Investigators say there is a massive search site after a Virgin Galactic spaceship making a test flight in California crashed, killing one pilot and badly injuring the other.

A clip from KABC News shows the wreckage of Virgin Galactic's SpaceShipTwo in the desert east of Mojave.

A clip from KABC News shows the wreckage of Virgin Galactic's SpaceShipTwo in the desert east of Mojave. Photo: KABC / AFP

The company's head, Sir Richard Branson, said he was on the way to the area to be with his team, the BBC reported.

The space tourism craft was flying a manned test when it experienced what the company described as "a serious anomaly".

It was undergoing its first powered test flight since January over the Mojave Desert, north of Los Angeles.
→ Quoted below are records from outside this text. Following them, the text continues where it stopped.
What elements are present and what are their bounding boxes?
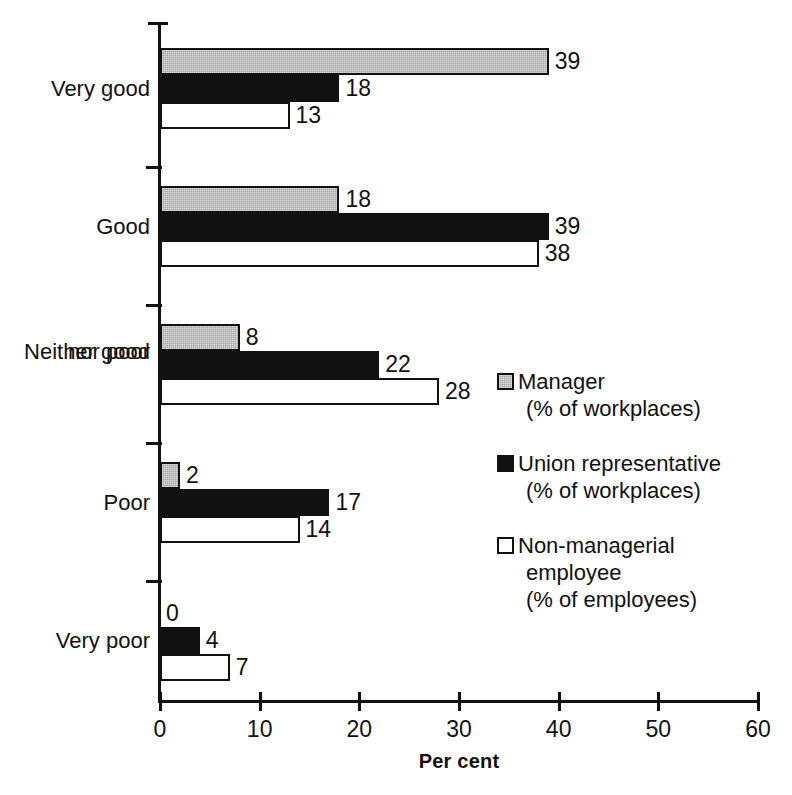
legend-sublabel-non-managerial-employee-2: employee xyxy=(526,559,777,586)
bar-value-label: 2 xyxy=(186,462,199,489)
bar-manager xyxy=(160,462,180,489)
bar-non-managerial-employee xyxy=(160,654,230,681)
bar-value-label: 8 xyxy=(246,324,259,351)
x-axis-tick-label: 30 xyxy=(429,716,489,743)
x-axis-tick xyxy=(657,692,660,711)
bar-value-label: 18 xyxy=(345,75,371,102)
bar-value-label: 14 xyxy=(306,516,332,543)
legend-label-non-managerial-employee: Non-managerial xyxy=(518,532,675,559)
bar-value-label: 39 xyxy=(555,48,581,75)
bar-non-managerial-employee xyxy=(160,240,539,267)
category-axis-tick xyxy=(146,166,162,169)
x-axis-title: Per cent xyxy=(160,750,758,773)
x-axis-tick-label: 10 xyxy=(230,716,290,743)
category-axis-cap xyxy=(148,22,168,25)
bar-value-label: 18 xyxy=(345,186,371,213)
legend-entry-non-managerial-employee: Non-managerial employee (% of employees) xyxy=(497,532,777,613)
bar-union-representative xyxy=(160,351,379,378)
x-axis-tick-label: 20 xyxy=(329,716,389,743)
x-axis-tick-label: 50 xyxy=(628,716,688,743)
x-axis-tick xyxy=(159,692,162,711)
legend-sublabel-non-managerial-employee: (% of employees) xyxy=(526,586,777,613)
bar-union-representative xyxy=(160,627,200,654)
category-axis-tick xyxy=(146,442,162,445)
bar-value-label: 38 xyxy=(545,240,571,267)
bar-value-label: 39 xyxy=(555,213,581,240)
category-label-line: Very good xyxy=(0,76,150,102)
bar-value-label: 4 xyxy=(206,627,219,654)
category-label-line: Good xyxy=(0,214,150,240)
bar-union-representative xyxy=(160,75,339,102)
category-label-line: Very poor xyxy=(0,628,150,654)
x-axis-tick-label: 60 xyxy=(728,716,788,743)
white-square-icon xyxy=(497,537,514,554)
category-label-line: nor poor xyxy=(0,339,150,365)
chart-legend: Manager (% of workplaces) Union represen… xyxy=(497,368,777,641)
grey-square-icon xyxy=(497,373,514,390)
legend-entry-manager: Manager (% of workplaces) xyxy=(497,368,777,422)
bar-manager xyxy=(160,324,240,351)
bar-value-label: 28 xyxy=(445,378,471,405)
legend-entry-union-representative: Union representative (% of workplaces) xyxy=(497,450,777,504)
bar-value-label: 22 xyxy=(385,351,411,378)
bar-value-label: 13 xyxy=(296,102,322,129)
category-axis-tick xyxy=(146,304,162,307)
bar-manager xyxy=(160,186,339,213)
legend-sublabel-union-representative: (% of workplaces) xyxy=(526,477,777,504)
x-axis-tick xyxy=(558,692,561,711)
legend-label-manager: Manager xyxy=(518,368,605,395)
bar-chart: 0102030405060 Very goodGoodNeither goodn… xyxy=(0,0,792,795)
x-axis-tick-label: 0 xyxy=(130,716,190,743)
bar-non-managerial-employee xyxy=(160,516,300,543)
x-axis-tick xyxy=(358,692,361,711)
x-axis-tick xyxy=(458,692,461,711)
category-axis-tick xyxy=(146,580,162,583)
bar-value-label: 0 xyxy=(166,600,179,627)
bar-union-representative xyxy=(160,489,329,516)
bar-union-representative xyxy=(160,213,549,240)
legend-sublabel-manager: (% of workplaces) xyxy=(526,395,777,422)
black-square-icon xyxy=(497,455,514,472)
x-axis-tick xyxy=(757,692,760,711)
bar-value-label: 7 xyxy=(236,654,249,681)
bar-non-managerial-employee xyxy=(160,102,290,129)
x-axis-tick xyxy=(259,692,262,711)
category-label-line: Poor xyxy=(0,490,150,516)
bar-manager xyxy=(160,48,549,75)
bar-non-managerial-employee xyxy=(160,378,439,405)
bar-value-label: 17 xyxy=(335,489,361,516)
x-axis-tick-label: 40 xyxy=(529,716,589,743)
legend-label-union-representative: Union representative xyxy=(518,450,721,477)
Sir Richard Branson, founder of Virgin Galactic, is pictured here with a model of the SpaceShipTwo in New York (January 2008).

Virgin Group founder Sir Richard Branson Photo: AFP

Television images shot from a helicopter showed what appeared to be wreckage bearing the Virgin logo, and officials said debris was strewn over a large area.

SpaceShipTwo is carried aloft by a jet, then launched into sub-orbit.

In a statement, Virgin Galactic said the "vehicle suffered a serious anomaly resulting in the loss of SpaceShipTwo".

Kern County Sheriff's spokesman told Reuters the craft's co-pilot was killed, while the pilot ejected and was seriously injured.

Ken Brown, a photographer who witnessed the crash, told the Associated Press the craft exploded after it was released from the plane.

The aircraft that held the spaceship, known as White Knight 2, landed safely, Virgin Galactic said.

Investigation begins

Officials with the National Transportation Safety Board will soon begin work to investigate the cause of the accident, which will likely take several days.

Virgin's SpaceShipTwo, pictured during a test flight in September 2013, is reported to have crashed over California.

Virgin Galactic's SpaceShipTwo in flight in 2013 Photo: AFP / NASA / Mars Scientific / Clay Center Observatory

Virgin Galactic chief executive George Whitesides said the company would support the investigation as it figured out what happened.

"The future rests in many ways on hard days like this but we believe we owe it to the folks who were flying these vehicles as well as the folks working so hard on this to understand this and move forward."

Virgin Galactic has been a front-runner in the nascent space-tourism industry and Sir Richard said earlier in October he expected to see the craft make it to sub-orbital space within a few months.

More than 800 people have already paid or put down deposits for a trip on SpaceShipTwo, which costs about $200,000 per person.

It is the second accident this week by a US space company.

On Wednesday, an unmanned Orbital Sciences Antares rocket exploded 15 seconds after lift-off, destroying a cargo ship bound for the International Space Station.